View Full Version : Cultural to economic imperialism: Breaking the backbone of India
cyu
31st December 2009, 01:44
From http://imgur.com/wFtV5
http://imgur.com/wFtV5.jpg
Pyotr Tchaikovsky
31st December 2009, 05:03
It's a bogus quote invented by Indian nationalists to feel good about themselves. Truth be told, India was a poor, uncivilized nation and Britain did earnestly believe that it was trying to civilize it. Lord M did actually believe that all the literature in the east wouldn't equal one bookshelf in the libraries of the west (or something to that effect). Point is, he and other British educators were pretty honest about wanting to educate and enlighten the uncivilized masses in India. Whether that was right or wrong is another matter...I am simply point out that their motives were clean and they honestly thought they were doing the masses a favor.
cyu
31st December 2009, 09:06
It's a bogus quote
Indeed there are people raising doubts about the quote here: http://www.reddit.com/r/reddit.com/comments/ak1nf/hey_reddit_i_thought_youd_find_this_interesting/
invented by Indian nationalists to feel good about themselves.
I'd presume Indian nationalists want this quote to be true, while British nationalists want this quote to be false.

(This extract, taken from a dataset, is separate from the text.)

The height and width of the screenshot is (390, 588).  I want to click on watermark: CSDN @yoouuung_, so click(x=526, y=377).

Truth be told, India was a poor, uncivilized nation
"Uncivilized" by whose standards? Yours? How do you measure "poor"? GDP? HDI? Life expectancy? Infant mortality? I'm not saying India outperformed the UK in any of these stats - I'm just asking how you're measuring "poor".

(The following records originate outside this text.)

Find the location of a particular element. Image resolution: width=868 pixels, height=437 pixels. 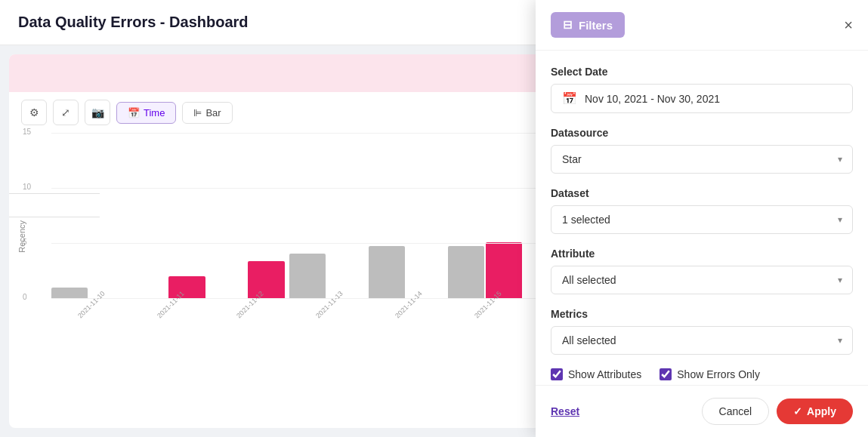

close-button: × is located at coordinates (848, 25).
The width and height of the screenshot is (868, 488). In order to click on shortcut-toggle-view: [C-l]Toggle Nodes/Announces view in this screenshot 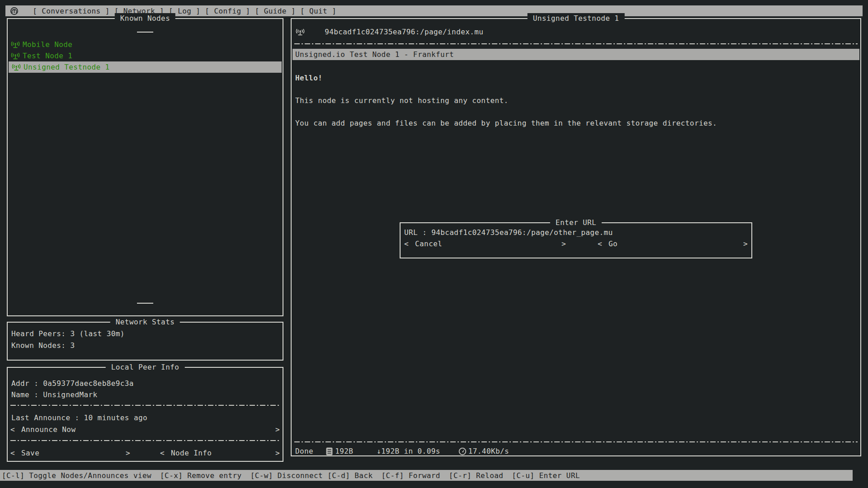, I will do `click(77, 475)`.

Britain did earnestly believe that it was trying to civilize it.
So at what point did it switch from being an honest attempt to help India into a situation in which the locals had to try to kick them out and them refusing to leave?
Ravachol
31st December 2009, 17:08
It's a bogus quote invented by Indian nationalists to feel good about themselves. Truth be told, India was a poor, uncivilized nation and Britain did earnestly believe that it was trying to civilize it. Lord M did actually believe that all the literature in the east wouldn't equal one bookshelf in the libraries of the west (or something to that effect). Point is, he and other British educators were pretty honest about wanting to educate and enlighten the uncivilized masses in India. Whether that was right or wrong is another matter...I am simply point out that their motives were clean and they honestly thought they were doing the masses a favor.

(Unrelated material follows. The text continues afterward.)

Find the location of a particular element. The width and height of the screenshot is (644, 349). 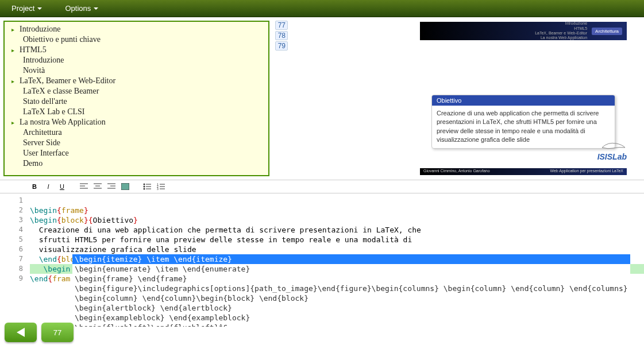

autocomplete-item: \begin{column} \end{column}\begin{block}… is located at coordinates (352, 298).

Intentions are irrelevant in this case. People with the best intentions acted as agents of Capital because of the structures they operated in. The vary act of 'bringing "civilisation"' is nothing else but transposing structures created by capital onto another society. Civilisation-as-such does not exist. Obviously proper scientific research, bathing, housing and heating to all, etc are good things, but that's not what 'bringing civilisation' means. It means transposing certain social constructs, which arose out of a discourse guided by capital, to another society. All it does is encapsulate another group of people within these poisonous structures. And obviously a lot of people honestly wanted to help, but their attempts where channeled through both structures operating within the logic of capital and their own intentions and world-view (bringing 'civilisation to the barbaric masses') are the result of capital-guided discourse. I strongly support improving the objective conditions of life (food, housing,education (although this is tricky as well for obvious reasons),etc) but I object against the transposing of social structures and morals resulting from capital-guided discourse.
Pyotr Tchaikovsky
1st January 2010, 06:03
"Uncivilized" by whose standards? Yours? How do you measure "poor"? GDP? HDI? Life expectancy? Infant mortality? I'm not saying India outperformed the UK in any of these stats - I'm just asking how you're measuring "poor".
The fact that they were conquered is the evidence; everything else is secondary. Can Mexico conquer USA? Logically, the conqueror has to be superior in some ways and the conquered, inferior. Else, no conquest would be possible to begin with.
So at what point did it switch from being an honest attempt to help India into a situation in which the locals had to try to kick them out and them refusing to leave?
I am not a time traveler, so I cannot answer these questions. All I can say is that no good deed ever goes unpunished.:)
cyu
2nd January 2010, 00:09
The fact that they were conquered is the evidence; everything else is secondary. Can Mexico conquer USA? Logically, the conqueror has to be superior in some ways and the conquered, inferior.
So by definition, murderers are more civilized than their victims, because they are superior in some ways to the victims? Would you say the same in cases of genocide?
All I can say is that no good deed ever goes unpunished.
So are you saying the British were doing good deeds all the way up to and including beating up Gandhi and his "barefoot hipsters"?